Can you talk about that big turning point in high school, when you let a bunch of your neighborhood friends into the gym one night, unlocked the storage room, and they stole sports equipment? You didn’t take anything, but you were all caught and faced a disciplinary hearing.

One of many turning points. I’d also been a victim of serious violence. Friends were jailed or shot. There was a time when it was about fists and knives, but then guns began to show up. I was kicked off the football team and shunned by all the cool guys because the assumption was that I was a snitch.

That’s when I started hanging out with the nerdy kids. Some white, some not. But the white ones all loved Bowie. And were shocked by this Black kid with impeccable sports and thug credentials listening to Bowie and obsessed with sci-fi.

That period is also when I discovered, behind the gym, the college guidance counselor’s office. I was trying to figure out what’s next. I didn’t want to get killed. I didn’t want to go to jail. And I wanted to placate my immigrant family. College was the answer.

What do you hope people take away from your story?

That this is also a book about the complexities of race and racism, not the simplistic binary that is currently dominant. It is safer to reduce race to a Black-and-white debate, when there are so many other nuances and ethnic groups at work at the same time.

This is a story of someone who’s navigated that, internationally and nationally, for his whole life. When I got to college, I was already interested in this thing called diaspora, which you can’t talk about without talking about colonialism and racism, but also immigration. Of course, while learning about this, the cops are harassing my friends and me all the time. We would be pulled over and thrown into gutters, with them stepping on our backs or tossing us in jail overnight only to release us with no charges. That came from being a Black American kid around South Central LA. But amidst all of this, there is still xenophobia within the African American social world and a privileging of African American experiences over other Black or immigrant struggles.

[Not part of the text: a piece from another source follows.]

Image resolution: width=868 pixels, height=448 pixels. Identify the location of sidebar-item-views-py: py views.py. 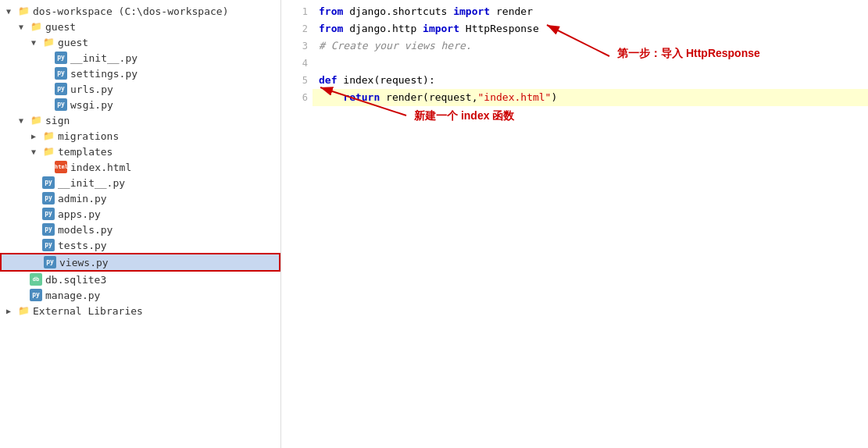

The book is also the story of someone who knows that American notions of race and ethnicity are changing. We know that America by 2050 or so is going to be browner and less white. Well, Black America is going to be less traditionally Black because of Black immigrants, more of whom have arrived here over the last few decades than during the slave trade. Black people with different experiences of race and racism are changing the dynamics, and that is one of the most important facts about Black America today in my estimation.

As the director of African American Studies and editor of The Black Scholar—one treats American Blackness with respect and acknowledgment, because it is intellectual and politically essential to all Black thought and experiences. But at the same time, one is something else. That something else still awaits a full emergence. That’s what this book is trying to signal.


Sara Rimer A journalist for more than three decades, Sara Rimer worked at the Miami Herald, Washington Post and, for 26 years, the New York Times, where she was the New England bureau chief, and a national reporter covering education, aging, immigration, and other social justice issues. Her stories on the death penalty’s inequities were nominated for a Pulitzer Prize and cited in the U.S. Supreme Court’s decision outlawing the execution of people with intellectual disabilities. Her journalism honors include Columbia University’s Meyer Berger award for in-depth human interest reporting. She holds a BA degree in American Studies from the University of Michigan.